Lead pipe concerns lead to complaints at Coldwater BPU

2022-08-27 00:15:30 By : Mr. zhao li ming

Coldwater Board of Public Utilities found itself in the bullseye of comments and complaints Monday night in a short city council session.

Unsuccessful 2019 mayoral and 2018 city council candidate Dan Corwin reacted to a $3 million state grant to replace lead water connections that starts next month.

Corwin told the council, "I would request that the public be informed in any residential or business that has water mains with lead pipes in them. (That) they be given a written notification so they can make a personal decision on whether or not they want their children and their families to be using the water that comes through the lead pipes."

Brian Musselman, the CBPU water, water resource recovery facility, and telecom superintendent, said the city couldn't be sure who has lead connections. When street reconstruction began this summer, "We had an estimate at the start. It was 12,140," he said.

The city works on water and sewer connections when streets are opened for repaving to save on future digging.

"We just did Perkins Street," Musselman said. "We had five services there that were listed as lead. They were copper."

The only way to tell if a water line has a lead connection to the main is to open up the street and look at it. The grant gives the city until 2025 to complete its work under the grant.

Annual water system tests came back this summer with no service indicating above-limit lead content. Since 2014, test results for Coldwater for lead and copper have been well below the level for action.

"We offer everyone wanting to have their water tested to join the testing," Musselman said. "We will gladly take it during the summer testing period. It takes like two weeks. We need 30 people to participate."

Lead became an issue after Flint and Benton Harbor upped the ph levels in their water systems and leached lead into the drinking water. That is not the case in Coldwater. CBPU began adding inhibitors in 1999 to prevent lead and metal leaching.

The city will check out the water system at Fairview Estates at 260 East Garfield. A couple complained their water looked dirty when they used the washer or in the tap.

"That's basically a separate system," Musselman said. "Once it leaves our meter, that's their own piping in the ground. We'll check it out for them."

He sent a crew to look over the problem Tuesday afternoon. CBPU director Paul Jakubczak talked to them after the meeting.

Corwin complained about a sewage smell at his Fourth Ward home about a quarter mile from the wastewater treatment facility.

Musselman said, "We've offered to take him on a tour of the wastewater plant the last time he complained about the smell, the odors."

The only open part of the system, a large concrete block holding structure off Jay Street, allows the city to control the feed into the plant during high flow periods.

Musselman said there is a system that sprays Febreze over and into the tank to control the odor.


What to do =
Every line of the data below that holds the string "property" needs to be reported.

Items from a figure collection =
--- --- ---

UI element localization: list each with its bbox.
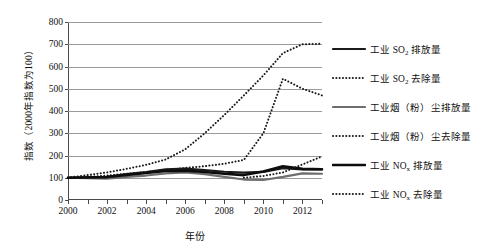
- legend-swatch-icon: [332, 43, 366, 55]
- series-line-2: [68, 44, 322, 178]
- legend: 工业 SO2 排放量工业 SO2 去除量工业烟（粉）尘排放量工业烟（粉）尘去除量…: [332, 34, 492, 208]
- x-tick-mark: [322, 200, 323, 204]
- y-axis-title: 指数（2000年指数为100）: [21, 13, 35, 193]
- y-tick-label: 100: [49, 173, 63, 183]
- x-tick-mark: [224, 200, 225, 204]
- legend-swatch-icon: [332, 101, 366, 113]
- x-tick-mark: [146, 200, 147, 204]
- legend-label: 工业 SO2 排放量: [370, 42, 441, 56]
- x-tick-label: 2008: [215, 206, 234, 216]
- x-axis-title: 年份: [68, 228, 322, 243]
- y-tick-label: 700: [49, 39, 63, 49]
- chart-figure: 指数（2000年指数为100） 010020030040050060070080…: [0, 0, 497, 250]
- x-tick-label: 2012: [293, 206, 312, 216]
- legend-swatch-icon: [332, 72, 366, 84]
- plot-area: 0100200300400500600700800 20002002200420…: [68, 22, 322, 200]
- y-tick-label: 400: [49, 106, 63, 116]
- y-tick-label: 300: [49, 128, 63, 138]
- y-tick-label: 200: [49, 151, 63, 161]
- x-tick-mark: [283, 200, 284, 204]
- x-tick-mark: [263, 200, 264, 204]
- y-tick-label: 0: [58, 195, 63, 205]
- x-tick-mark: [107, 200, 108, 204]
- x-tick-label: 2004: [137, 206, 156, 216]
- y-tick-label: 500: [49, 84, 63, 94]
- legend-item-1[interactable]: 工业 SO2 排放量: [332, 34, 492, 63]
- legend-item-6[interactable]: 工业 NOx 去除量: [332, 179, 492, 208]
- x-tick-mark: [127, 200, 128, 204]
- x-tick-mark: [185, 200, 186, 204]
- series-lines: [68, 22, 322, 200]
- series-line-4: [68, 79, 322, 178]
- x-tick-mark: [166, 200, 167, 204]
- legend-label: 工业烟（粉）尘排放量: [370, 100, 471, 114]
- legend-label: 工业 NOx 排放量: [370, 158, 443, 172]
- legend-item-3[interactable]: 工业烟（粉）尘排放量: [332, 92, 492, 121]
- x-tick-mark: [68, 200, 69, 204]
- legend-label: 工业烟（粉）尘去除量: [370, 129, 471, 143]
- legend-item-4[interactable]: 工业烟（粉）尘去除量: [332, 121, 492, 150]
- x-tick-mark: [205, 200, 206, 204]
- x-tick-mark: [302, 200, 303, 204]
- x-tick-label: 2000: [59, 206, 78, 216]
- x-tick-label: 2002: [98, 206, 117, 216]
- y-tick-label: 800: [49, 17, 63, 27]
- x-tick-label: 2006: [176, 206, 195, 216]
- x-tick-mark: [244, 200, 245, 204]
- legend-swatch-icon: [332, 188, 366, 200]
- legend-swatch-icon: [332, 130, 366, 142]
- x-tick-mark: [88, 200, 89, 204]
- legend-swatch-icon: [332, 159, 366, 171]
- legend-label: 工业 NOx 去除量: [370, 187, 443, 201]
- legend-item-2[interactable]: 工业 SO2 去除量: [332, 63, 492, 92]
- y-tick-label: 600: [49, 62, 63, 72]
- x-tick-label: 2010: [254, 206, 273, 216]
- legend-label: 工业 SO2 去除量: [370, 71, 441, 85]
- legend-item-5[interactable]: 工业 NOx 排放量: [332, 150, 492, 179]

--- --- ---

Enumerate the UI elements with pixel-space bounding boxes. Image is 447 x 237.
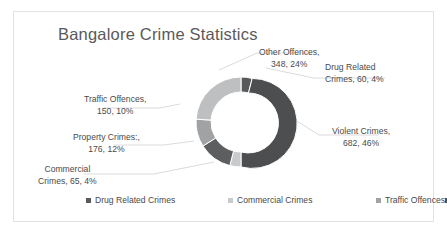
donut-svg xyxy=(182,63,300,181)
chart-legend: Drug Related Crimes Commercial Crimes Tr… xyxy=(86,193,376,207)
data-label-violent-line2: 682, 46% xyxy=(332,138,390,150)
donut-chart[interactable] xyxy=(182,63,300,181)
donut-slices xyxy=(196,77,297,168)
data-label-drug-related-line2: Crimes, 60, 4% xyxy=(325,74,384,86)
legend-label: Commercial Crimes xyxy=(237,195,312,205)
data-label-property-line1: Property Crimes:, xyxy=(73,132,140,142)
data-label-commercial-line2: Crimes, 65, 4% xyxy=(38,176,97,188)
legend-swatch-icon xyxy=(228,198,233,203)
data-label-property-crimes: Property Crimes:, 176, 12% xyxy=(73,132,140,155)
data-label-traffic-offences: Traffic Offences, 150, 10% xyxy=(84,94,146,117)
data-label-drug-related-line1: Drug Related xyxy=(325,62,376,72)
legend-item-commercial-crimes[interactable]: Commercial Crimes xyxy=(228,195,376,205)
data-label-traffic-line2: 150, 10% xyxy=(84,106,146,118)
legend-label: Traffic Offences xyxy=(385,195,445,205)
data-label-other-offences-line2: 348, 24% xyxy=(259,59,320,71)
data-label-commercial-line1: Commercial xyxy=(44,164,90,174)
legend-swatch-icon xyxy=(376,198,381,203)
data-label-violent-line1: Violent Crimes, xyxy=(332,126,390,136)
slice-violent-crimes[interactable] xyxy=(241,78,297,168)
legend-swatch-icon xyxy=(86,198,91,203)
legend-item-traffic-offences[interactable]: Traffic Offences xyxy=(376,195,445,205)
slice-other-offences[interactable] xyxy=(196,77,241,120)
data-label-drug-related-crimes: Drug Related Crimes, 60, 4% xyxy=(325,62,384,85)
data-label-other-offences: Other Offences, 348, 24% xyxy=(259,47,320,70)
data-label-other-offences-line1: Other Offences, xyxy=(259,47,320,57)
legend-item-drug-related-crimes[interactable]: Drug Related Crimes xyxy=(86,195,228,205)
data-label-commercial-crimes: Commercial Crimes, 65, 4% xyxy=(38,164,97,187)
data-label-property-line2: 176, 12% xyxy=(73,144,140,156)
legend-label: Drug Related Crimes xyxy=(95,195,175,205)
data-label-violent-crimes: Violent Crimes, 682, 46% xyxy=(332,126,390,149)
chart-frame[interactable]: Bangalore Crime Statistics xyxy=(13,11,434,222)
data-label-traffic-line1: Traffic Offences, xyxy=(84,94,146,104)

--- --- ---

Response area =
data-label-property-line1: Property Crimes:, xyxy=(73,132,140,142)
data-label-property-crimes: Property Crimes:, 176, 12% xyxy=(73,132,140,155)
data-label-property-line2: 176, 12% xyxy=(73,144,140,156)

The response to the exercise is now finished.